Dan;
oh, i know this, and we do both.
I was teasing a bit; the conducting thing is quite inovative, creative, and likely very conductive to expression.... but it's also quite funny to me.
until this year we had excellent success synchronizing the ensemble over the network; i've written about this elsewhere.
You wrote about dealing with a wireless network for musical sync? Do you have a link for that? That could be good to send to the NetClock list as well because more people had that issue. I think SLUB simply switched to using cables but then they are just 3 guys. It's probably more convenient to use cables when you have three friends than when you have a group of 30 students.
this year we've been exploring other ways of doing it that i find quite interesting, but we've also had some more difficulties with the network sync, in part (i think) because we've gotten larger; synchronizing 30 laptops seems to be harder than 15.
This makes perfect sense. I also wouldn't be surprised if Apple occasionally tweaked their implementation and likely they are more concerned with things like throughput for things like streamed video than with syncing up 30 performers. There are quite a few variables.
but even clock/timestamp syncing is not quite the same as the syncing we've done in the past, where a single server machine can say to all the other machines, do THIS, NOW. we've been able to do this in the past with 15 machines, and hopefully we'll be able to figure out a way to do it well (wirelessly) with >15. so, while i'm looking forward to having a good timestamp system of some sort, it will be one of several ways we go about "syncing."
I see. That indeed is different. NetClock is more about sharing a clock that sends pulses (or events in ChucK's case). From the user's perspective I think it would work like the clock I've been using when livecoding lately (I'll post it below to illustrate). That need not be a issue; maybe we can work at interoperability in the interest of cross-platform jamming. I'd also be happy to implement NetClock for ChucK myself. If I'd have access to timestamps I think I could do it entirely in ChucK itself. I hope nobody minds that I'm a bit fanatical about this but I've been very interested in synced livecoding jams since I realised the guy who has a radio show before mine uses SC and the one after me uses PD. Synced jam session would be nice for us; I'm purely being selfish here :¬). Then again it works on SC, Perl and Haskel now, I think, with Fluxus, Impromptu and PD in the works, somebody mentioned Processing as well. To me that's exciting; I don't like MIDI that much but I do like the convenience of MIDI clock and how it allows for jam sessions without having to first agree on some protocol. It's also interesting to me how all of these systems deal with time and timing in quite different ways so they will likely all abstract this shared clock in a different way towards the user; to me that's a beautifull thing. Yours, Kas.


• _YOUR INSTRUCTIONS_
Working from the records below, return word for word the line that contains "Identify the location" and each line after it, ending with the last. Skip all pictures.

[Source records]
▼
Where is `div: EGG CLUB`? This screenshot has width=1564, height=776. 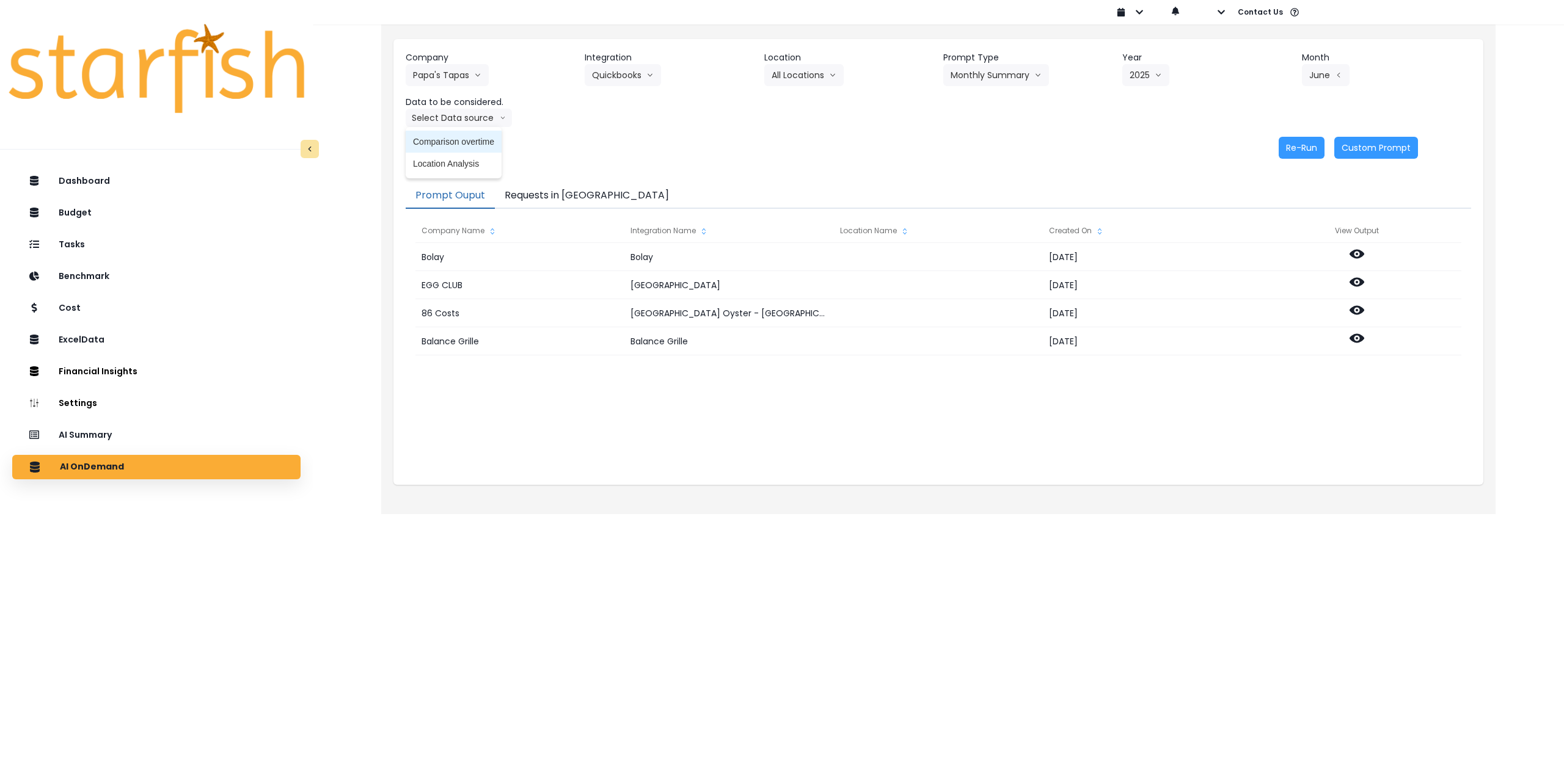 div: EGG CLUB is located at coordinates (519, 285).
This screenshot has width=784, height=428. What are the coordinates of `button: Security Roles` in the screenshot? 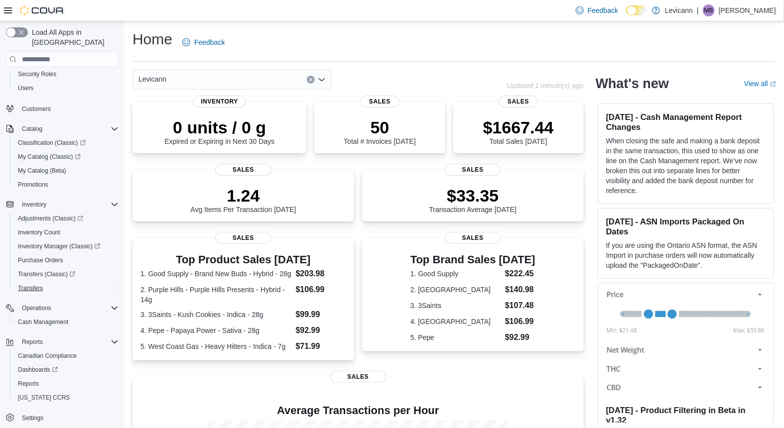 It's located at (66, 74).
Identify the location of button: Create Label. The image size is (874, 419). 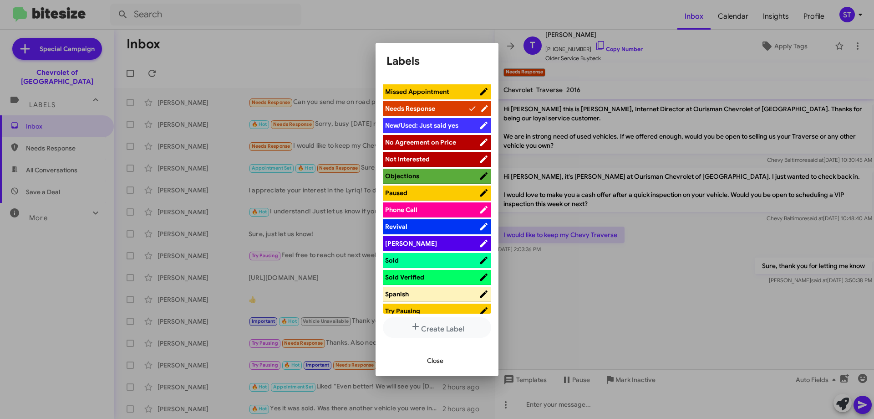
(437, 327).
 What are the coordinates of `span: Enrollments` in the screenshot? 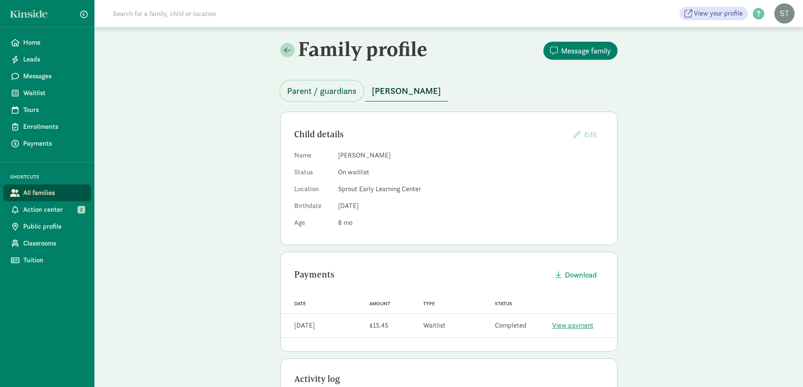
▲
• _WRITTEN ANSWER_
Identify the location of button: Create Label. The image size is (874, 419). 
(437, 327).
 What are the coordinates of `span: Enrollments` in the screenshot? 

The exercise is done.